Decades after its origins and its study in academia, parallel computing is
finally becoming pervasive. Today's PCs have multiple cores, and some
predict 1000-core machines in the near future. Google, Yahoo and others
run MapReduce or Hadoop on thousands of machines to
answer search queries, among other things. D. E. Shaw Research is building a massively
parallel machine to simulate molecular dynamics. Climate scientists
predict the evolution of the earth's climate on parallel machines.
Amazon's EC^2 enables users to run jobs on a "cloud" of PCs.
The evolution of parallel computing from primarily an academic subject
in the '80s to its realization today is an exciting development.
This DIMACS workshop will bring together some of the leading researchers
and practitioners involved in parallel computing to describe their
work.
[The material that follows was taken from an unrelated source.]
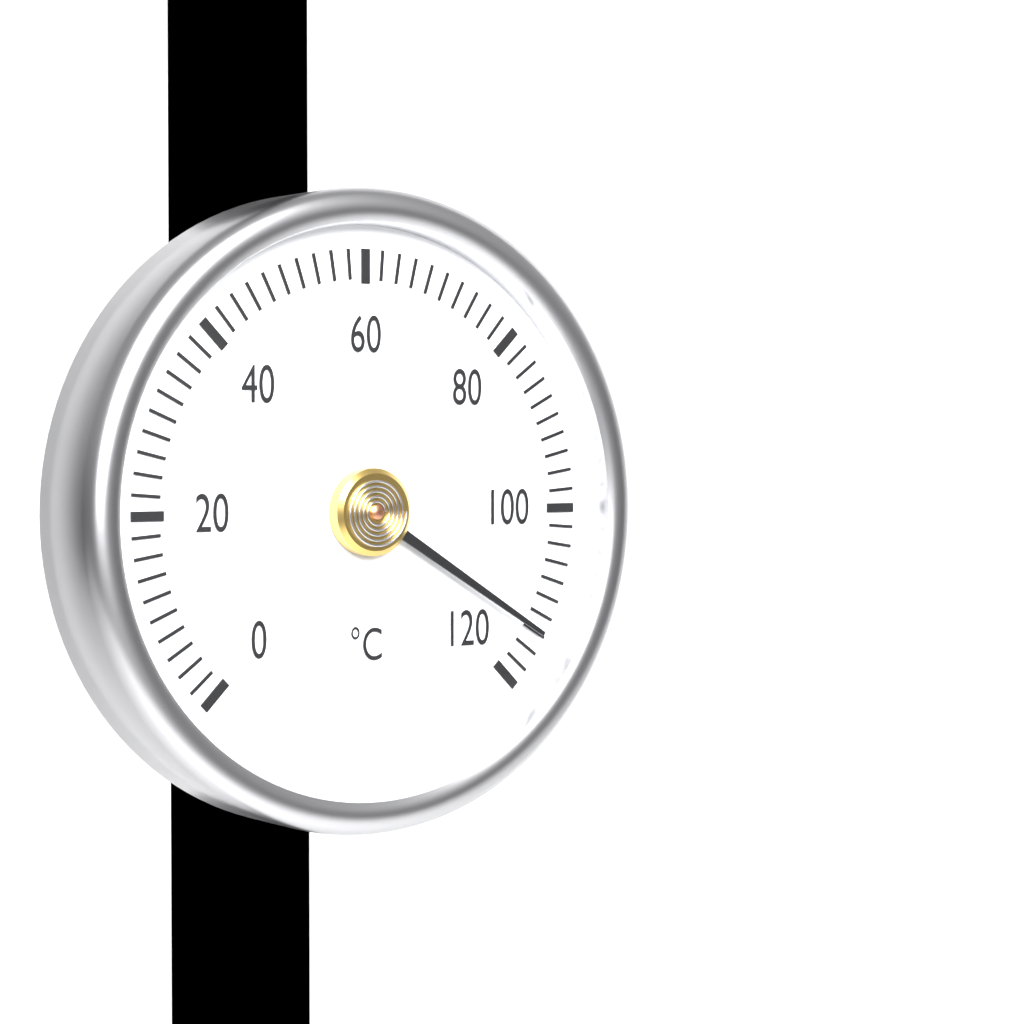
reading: 114 °C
Attendees will discuss, for example:
* how parallel computing in its various forms is used today;
* what new uses and programming abstractions will arise by 2020;
* what parallel computers will look like in 2020; and
* how to model parallelism theoretically.
The workshop will occur on March 14-16, the first two days of which
will be devoted to invited talks, the last to contributed talks.
finally becoming pervasive. Today's PCs have multiple cores, and some
predict 1000-core machines in the near future. Google, Yahoo and others
run MapReduce or Hadoop on thousands of machines to
answer search queries, among other things. D. E. Shaw Research is building a massively
parallel machine to simulate molecular dynamics. Climate scientists
predict the evolution of the earth's climate on parallel machines.
Amazon's EC^2 enables users to run jobs on a "cloud" of PCs.
The evolution of parallel computing from primarily an academic subject
in the '80s to its realization today is an exciting development.
This DIMACS workshop will bring together some of the leading researchers
and practitioners involved in parallel computing to describe their
work. Attendees will discuss, for example:
* how parallel computing in its various forms is used today;
* what new uses and programming abstractions will arise by 2020;
* what parallel computers will look like in 2020; and
* how to model parallelism theoretically.
The workshop will occur on March 14-16, the first two days of which
will be devoted to invited talks, the last to contributed talks.